YOUR ASSIGNMENT:
Please output exactly the part of the records below that opens with the line containing "is (1901, 1069)." and closes with the line containing "The width and", both lines included, and nothing else.

RECORDED DATA:

* * * * * * * * *

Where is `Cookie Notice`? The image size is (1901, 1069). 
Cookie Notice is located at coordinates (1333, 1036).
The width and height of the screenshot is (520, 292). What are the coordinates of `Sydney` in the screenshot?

* * * * * * * * *

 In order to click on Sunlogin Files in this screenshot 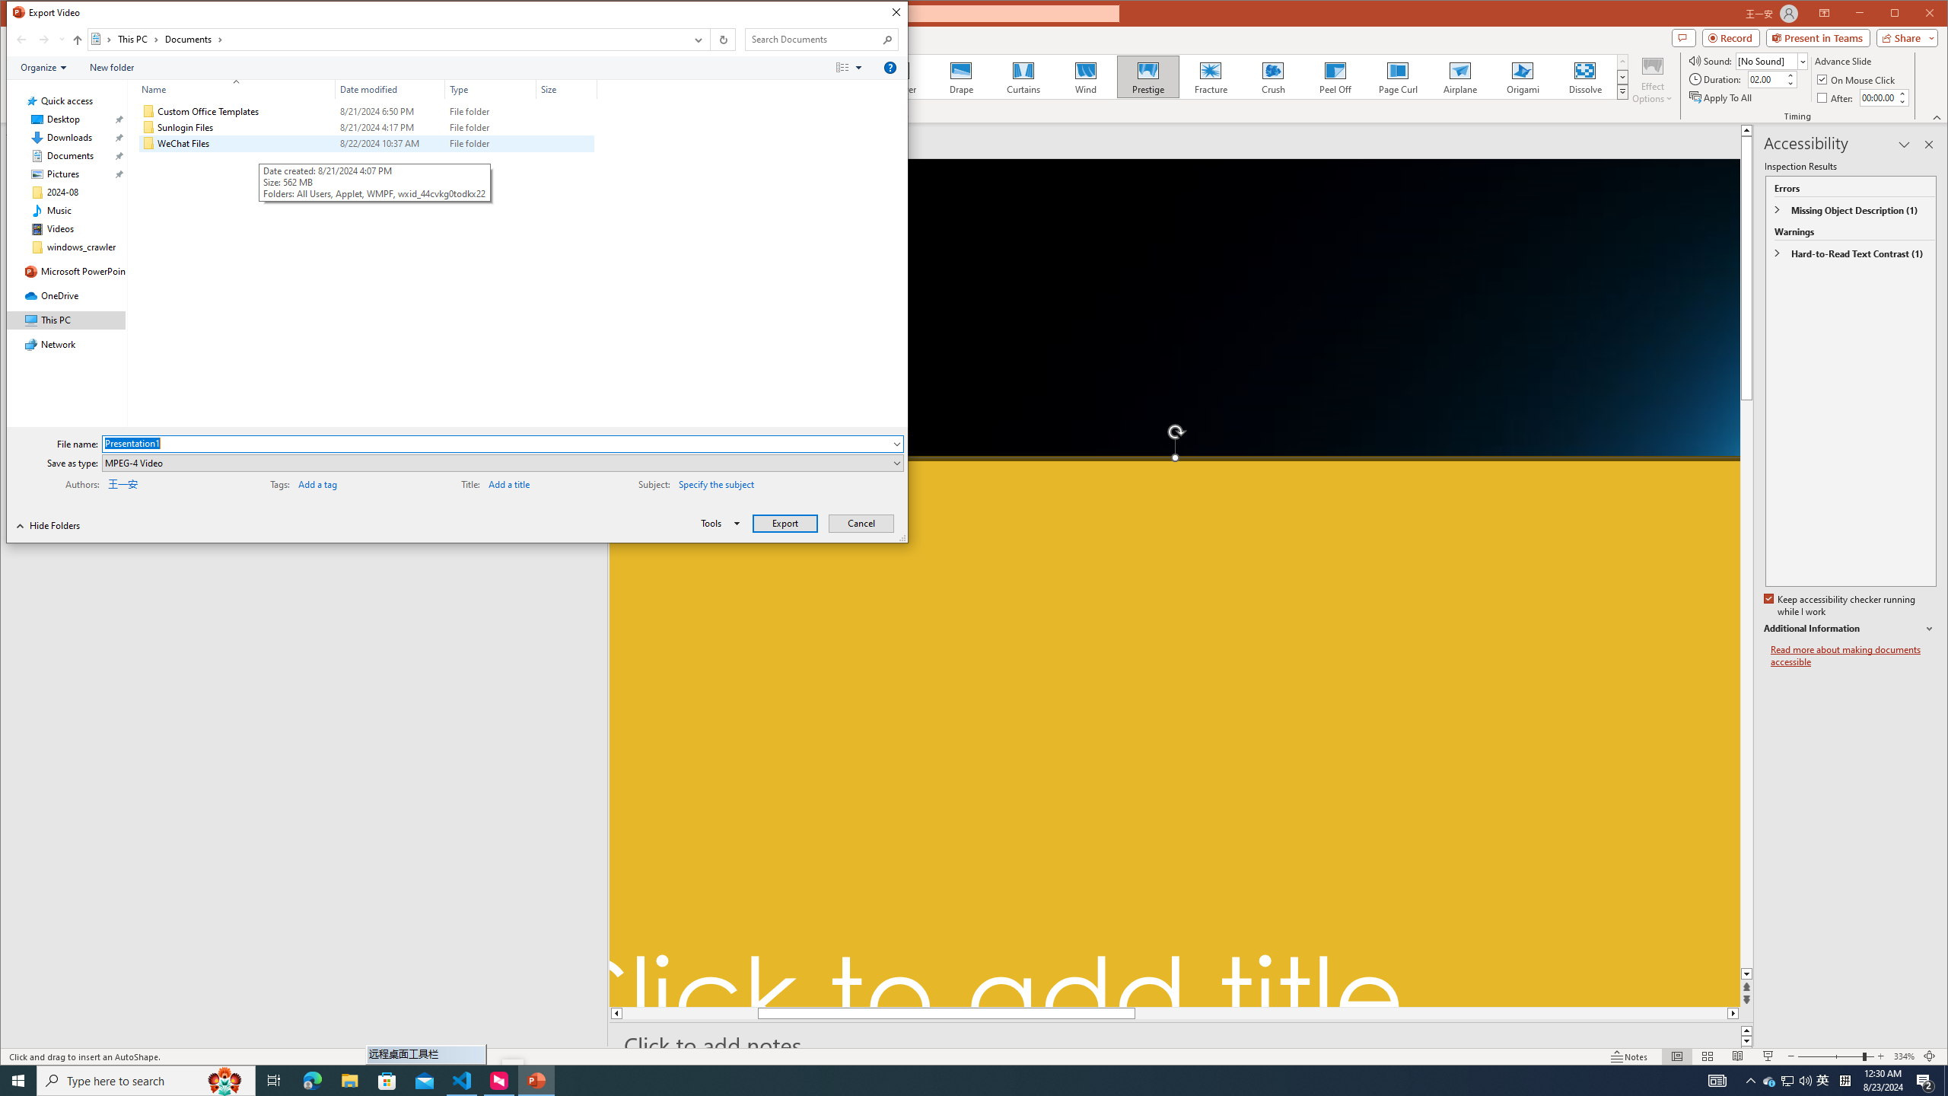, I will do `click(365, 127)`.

* * * * * * * * *

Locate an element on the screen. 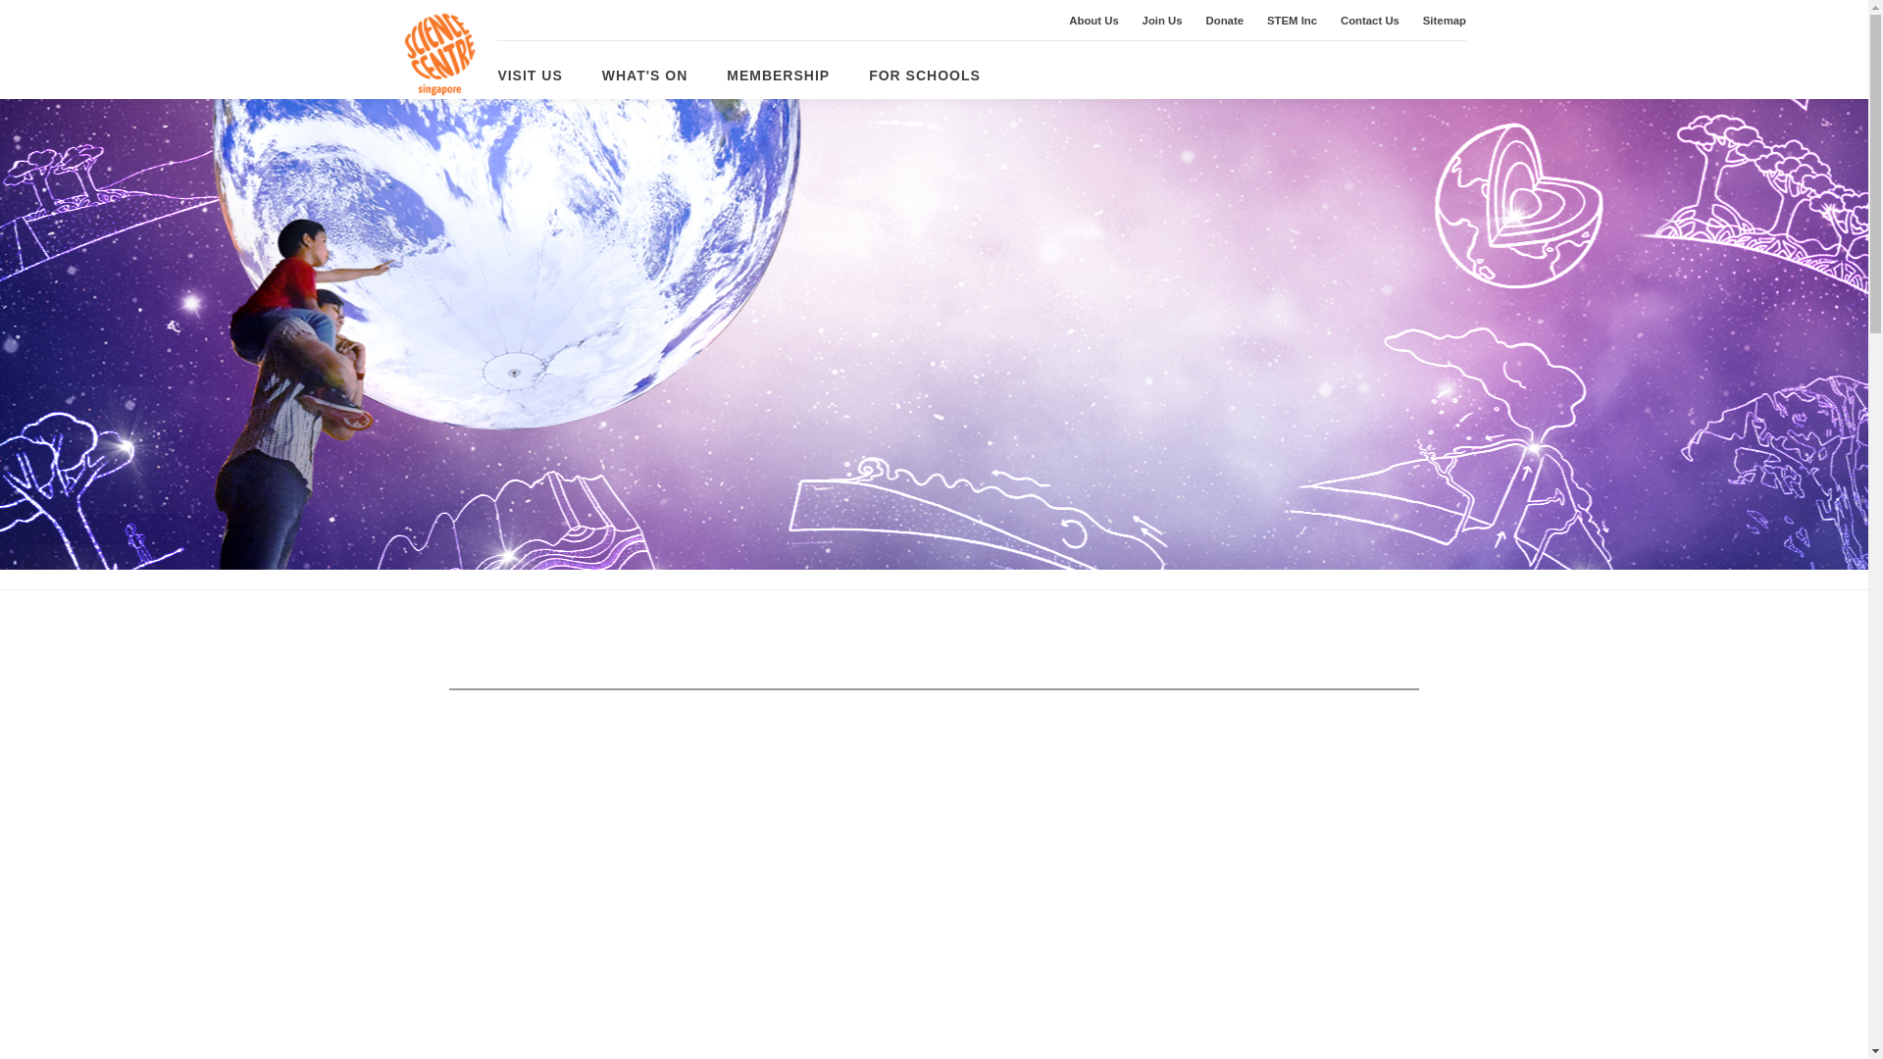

* * * * * * * * *

RESPONSE BOX:
Where is `Cookie Notice`? The image size is (1901, 1069). 
Cookie Notice is located at coordinates (1333, 1036).
The width and height of the screenshot is (520, 292). What are the coordinates of `Sydney` in the screenshot?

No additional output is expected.